Caution becomes constraint
Manufacturing show offers modest indicators that enterprise apps spending may loosen
By Roberto Michel, editor -- Manufacturing Business Technology, 4/1/2003 12:00:00 AM
No one predicts an imminent return to the heady days of application spending seen in the late 1990s, but research put forth at National Manufacturing Week (NMW) indicates manufacturers may be ready to loosen their purse-strings for enterprise, supply chain, and production management applications that deliver specific returns.
"We're finding some cause for optimism, especially among smaller manufacturers," says Bill Swanton, a vice president and research fellow with Boston-based analyst firm AMR Research, which released a study on global manufacturing trends at NMW, held March 3-6 in Chicago.
The AMR study found a mixed attitude toward overall economic recovery by manufacturers, but with a slight optimistic slant, especially among smaller companies with less than 500 employees. Additionally, while most study respondents said capital spending—including spending on information technology (IT)—remains flat, one-third see an increase, and small enterprises were again the most optimistic.
The National Association of Manufacturers (NAM), the Washington-based trade association and sponsor of NMW, also released a study at the show. It found three-fourths of members surveyed expect overall capital spending growth to be below 5 percent in 2003.

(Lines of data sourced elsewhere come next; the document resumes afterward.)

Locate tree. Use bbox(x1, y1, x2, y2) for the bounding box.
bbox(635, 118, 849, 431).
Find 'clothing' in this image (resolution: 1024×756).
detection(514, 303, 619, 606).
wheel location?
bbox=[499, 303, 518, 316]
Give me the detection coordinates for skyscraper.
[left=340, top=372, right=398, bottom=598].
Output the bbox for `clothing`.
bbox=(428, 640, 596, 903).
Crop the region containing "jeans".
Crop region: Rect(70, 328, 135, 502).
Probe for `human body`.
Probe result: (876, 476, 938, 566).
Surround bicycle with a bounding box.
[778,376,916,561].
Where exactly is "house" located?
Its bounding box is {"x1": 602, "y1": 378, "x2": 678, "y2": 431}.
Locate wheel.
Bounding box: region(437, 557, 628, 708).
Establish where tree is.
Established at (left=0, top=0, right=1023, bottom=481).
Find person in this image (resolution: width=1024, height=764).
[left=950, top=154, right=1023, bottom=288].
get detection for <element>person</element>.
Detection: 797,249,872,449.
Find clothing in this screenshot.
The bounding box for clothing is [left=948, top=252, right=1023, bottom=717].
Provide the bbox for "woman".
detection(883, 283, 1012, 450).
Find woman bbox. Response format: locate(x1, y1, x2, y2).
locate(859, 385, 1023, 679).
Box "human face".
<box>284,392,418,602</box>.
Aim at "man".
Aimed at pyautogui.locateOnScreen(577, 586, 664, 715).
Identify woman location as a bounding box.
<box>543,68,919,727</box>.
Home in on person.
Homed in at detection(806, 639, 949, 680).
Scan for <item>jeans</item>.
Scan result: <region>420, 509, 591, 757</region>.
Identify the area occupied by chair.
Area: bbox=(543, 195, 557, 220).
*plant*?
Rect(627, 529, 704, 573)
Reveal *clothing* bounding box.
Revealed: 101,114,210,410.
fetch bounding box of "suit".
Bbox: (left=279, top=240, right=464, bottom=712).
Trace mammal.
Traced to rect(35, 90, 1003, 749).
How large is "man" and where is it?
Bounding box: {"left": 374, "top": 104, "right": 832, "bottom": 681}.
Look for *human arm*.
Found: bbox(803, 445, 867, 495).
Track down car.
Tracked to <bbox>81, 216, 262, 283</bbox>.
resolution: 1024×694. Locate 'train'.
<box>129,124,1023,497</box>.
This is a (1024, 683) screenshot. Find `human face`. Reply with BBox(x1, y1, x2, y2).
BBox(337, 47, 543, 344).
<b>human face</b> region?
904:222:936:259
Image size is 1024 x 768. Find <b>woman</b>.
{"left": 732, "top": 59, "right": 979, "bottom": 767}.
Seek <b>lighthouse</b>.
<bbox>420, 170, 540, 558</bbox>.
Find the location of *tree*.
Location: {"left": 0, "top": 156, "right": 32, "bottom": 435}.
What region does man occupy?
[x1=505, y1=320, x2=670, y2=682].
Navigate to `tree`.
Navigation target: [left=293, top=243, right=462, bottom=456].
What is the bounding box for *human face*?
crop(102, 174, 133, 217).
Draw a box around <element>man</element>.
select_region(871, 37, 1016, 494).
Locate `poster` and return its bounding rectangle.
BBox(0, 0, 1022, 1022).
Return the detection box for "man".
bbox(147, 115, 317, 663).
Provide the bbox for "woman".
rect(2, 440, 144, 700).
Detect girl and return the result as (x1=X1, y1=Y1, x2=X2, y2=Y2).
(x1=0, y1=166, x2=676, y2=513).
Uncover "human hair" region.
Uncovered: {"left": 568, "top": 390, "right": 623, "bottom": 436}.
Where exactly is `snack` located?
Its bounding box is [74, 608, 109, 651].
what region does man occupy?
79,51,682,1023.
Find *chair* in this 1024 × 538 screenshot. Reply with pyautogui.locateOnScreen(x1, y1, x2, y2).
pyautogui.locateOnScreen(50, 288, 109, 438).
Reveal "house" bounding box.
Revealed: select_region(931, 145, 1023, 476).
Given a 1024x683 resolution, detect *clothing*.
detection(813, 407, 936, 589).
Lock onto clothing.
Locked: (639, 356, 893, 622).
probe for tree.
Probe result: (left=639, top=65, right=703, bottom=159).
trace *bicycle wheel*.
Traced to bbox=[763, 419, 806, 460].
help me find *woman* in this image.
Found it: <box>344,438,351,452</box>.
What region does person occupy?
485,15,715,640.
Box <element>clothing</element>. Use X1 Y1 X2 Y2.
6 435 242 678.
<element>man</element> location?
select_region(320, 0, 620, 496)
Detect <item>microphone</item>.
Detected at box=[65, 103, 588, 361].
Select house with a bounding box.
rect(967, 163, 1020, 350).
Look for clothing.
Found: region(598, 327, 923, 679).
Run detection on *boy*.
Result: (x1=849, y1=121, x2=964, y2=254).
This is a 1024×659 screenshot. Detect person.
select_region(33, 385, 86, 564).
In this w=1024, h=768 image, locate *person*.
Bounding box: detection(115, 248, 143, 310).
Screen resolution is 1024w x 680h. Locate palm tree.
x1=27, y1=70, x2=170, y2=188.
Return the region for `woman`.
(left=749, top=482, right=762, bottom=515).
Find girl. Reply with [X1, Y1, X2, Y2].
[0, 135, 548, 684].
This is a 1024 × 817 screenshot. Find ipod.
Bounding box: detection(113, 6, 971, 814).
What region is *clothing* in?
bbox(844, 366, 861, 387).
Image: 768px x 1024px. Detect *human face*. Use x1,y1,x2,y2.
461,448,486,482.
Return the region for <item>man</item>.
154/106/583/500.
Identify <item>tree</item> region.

NAM President Jerry Jasinowski sees signs that capital spending will increase. "Most manufacturers I know are busy looking at investments," he says. "Unfortunately, they aren't making any yet ... but they are poised to make them."
Tony Raimondo, a NAM board member and chairman and CEO of Behlen Manufacturing Co., a Columbus, Neb.-based supplier of livestock equipment and grain storage products, believes manufacturers will increase their IT investments, although modestly. Behlen itself is just coming out of an 18-month freeze on new IT spending projects, says Raimondo.
Patrick Sedillo, Industrial Sector segment executive, Small & Medium Business, with Armonk, N.Y.-based IBM Corp., works with small and mid-market enterprise software vendors. He believes applications spending is bound to pick up soon. While Sedillo acknowledges the tough economic times of the past couple of years have brought a reduction in capital investment, manufacturing may be approaching the point where new systems are needed.
"Manufacturers have cut inventories, trimmed back workforces, and improved on business processes," says Sedillo. "To get to the next phase of improvement, companies need to invest again in technology. When the lack of updated systems becomes the constraint, then we'll see that level of investment increase."
Turning the corner on slowed applications spending can't come too soon for software companies that exhibited at National Manufacturing Week, many of which have seen declining sales—or at least a declining rate of growth—over the last two years. The response of most vendors has been to focus enhancements around specific business process improvements.
Scott Rich, a company vice president for Lilly Software Associates, a Hampton, N.H.-based enterprise suite vendor, says that while some companies still need enterprise resources planning (ERP) systems that fit their vertical industry needs, others are looking to enhance the value of existing ERP solutions by deploying constraints-based planning tools and bottleneck management techniques. "There definitely is a trend toward companies looking for the second round of improvement after ERP," says Rich.
Chicago-based enterprise suite vendor IFS is touting a concept called 3LM. According to John Bridges, a vice president for IFS North America, 3LM means that IFS Applications 2003, IFS's suite, addresses the three main aspects of business—customers, products, and physical and human assets—as integral to the suite's various components.
For IFS customers such as Hitachi Koki Imaging Solution, a Simi Valley, Calif.-based manufacturer of digital network printers, 3LM manifests itself in functionality like product configuration, which tracks as-built configurations within the IFS suite, resulting in accurate orders. "With 3LM, we get our customer thinking about the overall processes they deal with in business, rather than modules or components within our system," says Bridges.
Kronos, a Chelmsford, Mass.-based vendor of integrated human resources, payroll, and labor management solutions, had a strong return-on-investment (ROI) story to tell. A study of Kronos's Workforce Timekeeper solution recently conducted by Nucleus Research, Wellesley, Mass., found three-quarters of users reported an ROI above 250 percent, with organizations achieving payback for the system in an average of five months. According to Clay Ritchey, manufacturing industry manager for Kronos, this level of ROI is derived in a couple of ways.
"By automating payroll processes, inaccurate entries are eliminated," says Ritchey. "This alone delivers tangible ROI, as seen in the study, where elimination of payroll errors generated system payback for 88 percent of users. The other main area of benefit stems from labor management analytics, which give companies insight into how to get rid of nonvalue-added activity."